The Most Underappreciated Film Of The Year: Joe Wright’s Hanna


Sometimes, it seems like it’s easier for me to write about the films I dislike as opposed to the films that I truly love.  Case in point: I had little trouble writing up my thoughts on Anonymous and Straw Dogs but it’s taken me 8 months to write a formal review of my favorite film of 2011: Joe Wright’s pulp fairy tale, Hanna.

Taking place in a world much like our own but definitely not the same, Hanna opens in the frozen wilderness of Finland where 16 year-old Hanna (Saoirse Ronan) lives in an isolated cabin with her father, Erik (Eric Bana).  In the film’s electrifying opening montage, we see that Hanna’s life revolves around training for combat, memorizing the encyclopedia, and memorizing several “false” back stories that have been prepared for her by her father.  It also quickly becomes apparent that Erik has never allowed his daughter to be exposed to the real world.  Finally, Erik tells Hanna that she is “now ready” to choose whether or not to open up a box containing an old transmitter that well alert the rest of the world of their existence.  When Hanna finally opens the box, Erik promptly disappears and Hanna is left to fend for herself.

It quickly becomes apparent why Erik has spent years training his daughter because, by opening the box, Hanna has given away her presence to a coolly corrupt and ruthless CIA agent named Marissa (Played by Cate Blanchett and one of the most compelling villains in recent film history).  Marissa has her own reasons for wanting both Erik and Hanna and she quickly sends a team to Erik’s cabin.  Hanna is captured and transported to a memorably sterile CIA safehouse.  In a shocking sudden burst of violence, Hanna escapes from the safehouse and finds herself having to survive in the “real world” while being pursued by Marissa. 

Hanna, Marissa, and Erik eventually meet their fates in a desolate theme park that (in a neat bit of symbolism) is dedicated to the Brothers Grimm.  Along the way, Hanna meets and travels with a likable family of English tourists, allowing her to have her first chance to actually experience a “normal” life and Marissa recruits Issacs, one of the creepiest film henchmen ever.  Seriously. Isaacs is played by Tom Hollander and he was just so exquisitely sleazy that my skin crawled just watching him on-screen. 

In many ways, Hanna may sound like a simple action film but, in the best tradition of the French new wave and the better grindhouse filmmakers, Joe Wright both embraces the conventions of the action film while unexpectedly subverting them and using them to tell a more universal story about the struggle to both establish and maintain identity in an increasingly soulless world.  Much as Godard did before he gave up his artistic soul to political ideology, Joe Wright uses his cinematic talents to create a unique world that, while heavily stylized, also comments on our own existence.  The Chemical Brothers, meanwhile, provide the perfect soundtrack to Wright’s pulp vision.

Hanna may be my favorite film of 2011 but it’s also the most underappreciated of the year, at least as far as Oscar season is concerned.  There’s been so mention of the film’s score and a few critics’ groups have tossed a “young artist” mention or two at Saoirse Ronan but otherwise, the film has pretty much been ignored.  I think part of the problem is that Hanna was released in April and not December.  If the films had been released in December, I think Ronan would, at the very least, be a dark horse for best actress. 

The main complaint that most critics seem to come up with when discussing Hanna is that the film is too much of a genre piece.  Yes, it’s well-made and it’s well-acted and yes, it’s a compelling film with an intelligent script but, in the end, it’s just a genre piece.  A fairly typical response comes from the Guardian’s Peter Bradshaw who, after praising all of the film’s virtues, concluded with, “…(I)t ultimately squanders all of them, undone by a lack of subtlety and restraint.” 

To this, I can only respond, “Oh?  Really?”  Seriously.  Amazingly enough, some of the critics who criticized Hanna for a perceived lack of subtlety are the same critics who are now falling over themselves to praise the rehash of The Girl With The Dragon Tattoo.  I suppose the difference here is that The Girl With The Dragon Tattoo was directed by David Fincher and is the product of the American film establishment whereas Hanna was directed by Joe Wright and was produced by outsiders.

Those who claim that Hanna is too genre are missing the simple fact that Hanna is an insightful film that uses the conventions of the action genre as a metaphor for the sometime painful search for identity that every teenager (and especially every teenage girl) has ever had to go through.  Myself, I never had to flee from government agents or battle assassins when I was 16 but I did have to start discovering how to survive in the real world, away from the security and comfort of home.  As opposed to the pretend feminism of Fincher’s film, Hanna is a film that truly celebrates “girl power” and promotes independence and empowerment.  It’s also, as far as I’m concerned, the best film of 2011.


• **Description of the task**:
Skip the images; return every entry exactly.

• **Provided data**:
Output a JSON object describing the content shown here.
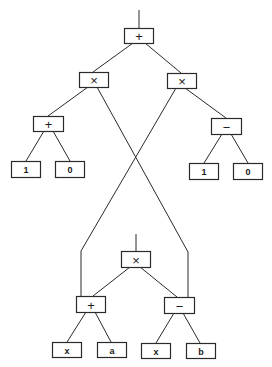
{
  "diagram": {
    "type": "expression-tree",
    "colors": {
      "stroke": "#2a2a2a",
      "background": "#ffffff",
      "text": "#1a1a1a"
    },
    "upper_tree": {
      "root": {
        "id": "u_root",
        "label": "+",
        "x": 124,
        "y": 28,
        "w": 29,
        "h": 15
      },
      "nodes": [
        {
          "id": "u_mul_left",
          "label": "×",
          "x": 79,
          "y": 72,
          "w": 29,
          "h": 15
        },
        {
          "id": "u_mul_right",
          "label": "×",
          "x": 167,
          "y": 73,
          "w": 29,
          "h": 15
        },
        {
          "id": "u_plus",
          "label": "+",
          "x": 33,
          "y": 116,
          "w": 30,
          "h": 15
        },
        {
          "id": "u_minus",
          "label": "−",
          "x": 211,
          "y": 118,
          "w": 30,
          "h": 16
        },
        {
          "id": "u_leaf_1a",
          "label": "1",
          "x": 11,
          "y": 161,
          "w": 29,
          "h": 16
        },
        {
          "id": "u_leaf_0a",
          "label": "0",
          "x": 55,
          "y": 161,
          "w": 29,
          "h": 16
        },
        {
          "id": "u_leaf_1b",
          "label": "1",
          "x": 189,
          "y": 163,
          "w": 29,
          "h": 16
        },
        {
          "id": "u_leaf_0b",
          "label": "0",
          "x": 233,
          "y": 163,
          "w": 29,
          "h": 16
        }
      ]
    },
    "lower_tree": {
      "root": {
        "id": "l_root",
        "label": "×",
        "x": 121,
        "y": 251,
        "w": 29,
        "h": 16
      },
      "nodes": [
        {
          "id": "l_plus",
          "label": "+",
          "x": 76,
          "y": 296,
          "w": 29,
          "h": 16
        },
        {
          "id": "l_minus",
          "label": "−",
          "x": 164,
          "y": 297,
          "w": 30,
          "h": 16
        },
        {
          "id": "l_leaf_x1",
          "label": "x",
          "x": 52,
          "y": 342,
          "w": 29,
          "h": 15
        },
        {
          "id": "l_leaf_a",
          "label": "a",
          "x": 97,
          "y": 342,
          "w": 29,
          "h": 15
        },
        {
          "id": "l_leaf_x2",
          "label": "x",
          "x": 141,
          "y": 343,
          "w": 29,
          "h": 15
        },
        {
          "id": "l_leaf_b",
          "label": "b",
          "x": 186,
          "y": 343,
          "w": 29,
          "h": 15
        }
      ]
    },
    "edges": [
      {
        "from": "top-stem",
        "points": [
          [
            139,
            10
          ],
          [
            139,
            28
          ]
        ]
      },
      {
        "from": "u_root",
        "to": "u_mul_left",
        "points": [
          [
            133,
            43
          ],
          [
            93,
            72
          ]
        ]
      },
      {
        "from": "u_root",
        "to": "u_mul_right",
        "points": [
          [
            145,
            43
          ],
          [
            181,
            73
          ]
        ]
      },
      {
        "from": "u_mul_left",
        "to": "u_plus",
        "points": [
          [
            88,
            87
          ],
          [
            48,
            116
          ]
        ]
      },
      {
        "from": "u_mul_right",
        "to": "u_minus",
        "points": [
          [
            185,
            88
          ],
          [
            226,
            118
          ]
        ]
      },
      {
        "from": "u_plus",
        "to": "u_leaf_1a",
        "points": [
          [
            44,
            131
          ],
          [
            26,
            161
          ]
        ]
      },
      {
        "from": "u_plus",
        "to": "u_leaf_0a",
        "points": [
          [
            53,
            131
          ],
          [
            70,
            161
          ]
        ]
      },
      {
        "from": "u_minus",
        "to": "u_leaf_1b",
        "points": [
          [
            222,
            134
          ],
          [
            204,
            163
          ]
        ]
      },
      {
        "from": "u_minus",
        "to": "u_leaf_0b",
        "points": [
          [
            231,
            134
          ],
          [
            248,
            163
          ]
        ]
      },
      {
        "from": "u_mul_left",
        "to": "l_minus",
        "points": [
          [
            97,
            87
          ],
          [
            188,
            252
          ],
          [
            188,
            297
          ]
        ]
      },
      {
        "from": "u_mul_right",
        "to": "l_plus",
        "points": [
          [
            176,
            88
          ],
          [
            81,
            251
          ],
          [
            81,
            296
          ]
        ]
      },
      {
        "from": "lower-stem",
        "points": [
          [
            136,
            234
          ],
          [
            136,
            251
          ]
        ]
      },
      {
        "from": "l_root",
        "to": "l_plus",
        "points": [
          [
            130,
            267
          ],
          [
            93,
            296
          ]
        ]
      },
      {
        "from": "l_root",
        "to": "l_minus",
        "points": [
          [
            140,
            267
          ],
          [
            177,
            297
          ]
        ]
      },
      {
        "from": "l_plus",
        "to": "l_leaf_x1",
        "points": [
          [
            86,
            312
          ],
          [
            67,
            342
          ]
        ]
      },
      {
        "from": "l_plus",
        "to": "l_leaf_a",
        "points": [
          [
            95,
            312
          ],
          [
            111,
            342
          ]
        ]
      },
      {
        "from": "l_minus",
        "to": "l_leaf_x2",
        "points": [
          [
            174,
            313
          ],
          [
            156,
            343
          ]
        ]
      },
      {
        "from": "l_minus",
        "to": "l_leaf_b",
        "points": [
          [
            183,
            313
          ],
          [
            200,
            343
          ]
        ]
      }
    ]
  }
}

• **Response to the exercise**:
Output a JSON object describing the content shown here.
{
  "diagram": {
    "type": "expression-tree",
    "colors": {
      "stroke": "#2a2a2a",
      "background": "#ffffff",
      "text": "#1a1a1a"
    },
    "upper_tree": {
      "root": {
        "id": "u_root",
        "label": "+",
        "x": 124,
        "y": 28,
        "w": 29,
        "h": 15
      },
      "nodes": [
        {
          "id": "u_mul_left",
          "label": "×",
          "x": 79,
          "y": 72,
          "w": 29,
          "h": 15
        },
        {
          "id": "u_mul_right",
          "label": "×",
          "x": 167,
          "y": 73,
          "w": 29,
          "h": 15
        },
        {
          "id": "u_plus",
          "label": "+",
          "x": 33,
          "y": 116,
          "w": 30,
          "h": 15
        },
        {
          "id": "u_minus",
          "label": "−",
          "x": 211,
          "y": 118,
          "w": 30,
          "h": 16
        },
        {
          "id": "u_leaf_1a",
          "label": "1",
          "x": 11,
          "y": 161,
          "w": 29,
          "h": 16
        },
        {
          "id": "u_leaf_0a",
          "label": "0",
          "x": 55,
          "y": 161,
          "w": 29,
          "h": 16
        },
        {
          "id": "u_leaf_1b",
          "label": "1",
          "x": 189,
          "y": 163,
          "w": 29,
          "h": 16
        },
        {
          "id": "u_leaf_0b",
          "label": "0",
          "x": 233,
          "y": 163,
          "w": 29,
          "h": 16
        }
      ]
    },
    "lower_tree": {
      "root": {
        "id": "l_root",
        "label": "×",
        "x": 121,
        "y": 251,
        "w": 29,
        "h": 16
      },
      "nodes": [
        {
          "id": "l_plus",
          "label": "+",
          "x": 76,
          "y": 296,
          "w": 29,
          "h": 16
        },
        {
          "id": "l_minus",
          "label": "−",
          "x": 164,
          "y": 297,
          "w": 30,
          "h": 16
        },
        {
          "id": "l_leaf_x1",
          "label": "x",
          "x": 52,
          "y": 342,
          "w": 29,
          "h": 15
        },
        {
          "id": "l_leaf_a",
          "label": "a",
          "x": 97,
          "y": 342,
          "w": 29,
          "h": 15
        },
        {
          "id": "l_leaf_x2",
          "label": "x",
          "x": 141,
          "y": 343,
          "w": 29,
          "h": 15
        },
        {
          "id": "l_leaf_b",
          "label": "b",
          "x": 186,
          "y": 343,
          "w": 29,
          "h": 15
        }
      ]
    },
    "edges": [
      {
        "from": "top-stem",
        "points": [
          [
            139,
            10
          ],
          [
            139,
            28
          ]
        ]
      },
      {
        "from": "u_root",
        "to": "u_mul_left",
        "points": [
          [
            133,
            43
          ],
          [
            93,
            72
          ]
        ]
      },
      {
        "from": "u_root",
        "to": "u_mul_right",
        "points": [
          [
            145,
            43
          ],
          [
            181,
            73
          ]
        ]
      },
      {
        "from": "u_mul_left",
        "to": "u_plus",
        "points": [
          [
            88,
            87
          ],
          [
            48,
            116
          ]
        ]
      },
      {
        "from": "u_mul_right",
        "to": "u_minus",
        "points": [
          [
            185,
            88
          ],
          [
            226,
            118
          ]
        ]
      },
      {
        "from": "u_plus",
        "to": "u_leaf_1a",
        "points": [
          [
            44,
            131
          ],
          [
            26,
            161
          ]
        ]
      },
      {
        "from": "u_plus",
        "to": "u_leaf_0a",
        "points": [
          [
            53,
            131
          ],
          [
            70,
            161
          ]
        ]
      },
      {
        "from": "u_minus",
        "to": "u_leaf_1b",
        "points": [
          [
            222,
            134
          ],
          [
            204,
            163
          ]
        ]
      },
      {
        "from": "u_minus",
        "to": "u_leaf_0b",
        "points": [
          [
            231,
            134
          ],
          [
            248,
            163
          ]
        ]
      },
      {
        "from": "u_mul_left",
        "to": "l_minus",
        "points": [
          [
            97,
            87
          ],
          [
            188,
            252
          ],
          [
            188,
            297
          ]
        ]
      },
      {
        "from": "u_mul_right",
        "to": "l_plus",
        "points": [
          [
            176,
            88
          ],
          [
            81,
            251
          ],
          [
            81,
            296
          ]
        ]
      },
      {
        "from": "lower-stem",
        "points": [
          [
            136,
            234
          ],
          [
            136,
            251
          ]
        ]
      },
      {
        "from": "l_root",
        "to": "l_plus",
        "points": [
          [
            130,
            267
          ],
          [
            93,
            296
          ]
        ]
      },
      {
        "from": "l_root",
        "to": "l_minus",
        "points": [
          [
            140,
            267
          ],
          [
            177,
            297
          ]
        ]
      },
      {
        "from": "l_plus",
        "to": "l_leaf_x1",
        "points": [
          [
            86,
            312
          ],
          [
            67,
            342
          ]
        ]
      },
      {
        "from": "l_plus",
        "to": "l_leaf_a",
        "points": [
          [
            95,
            312
          ],
          [
            111,
            342
          ]
        ]
      },
      {
        "from": "l_minus",
        "to": "l_leaf_x2",
        "points": [
          [
            174,
            313
          ],
          [
            156,
            343
          ]
        ]
      },
      {
        "from": "l_minus",
        "to": "l_leaf_b",
        "points": [
          [
            183,
            313
          ],
          [
            200,
            343
          ]
        ]
      }
    ]
  }
}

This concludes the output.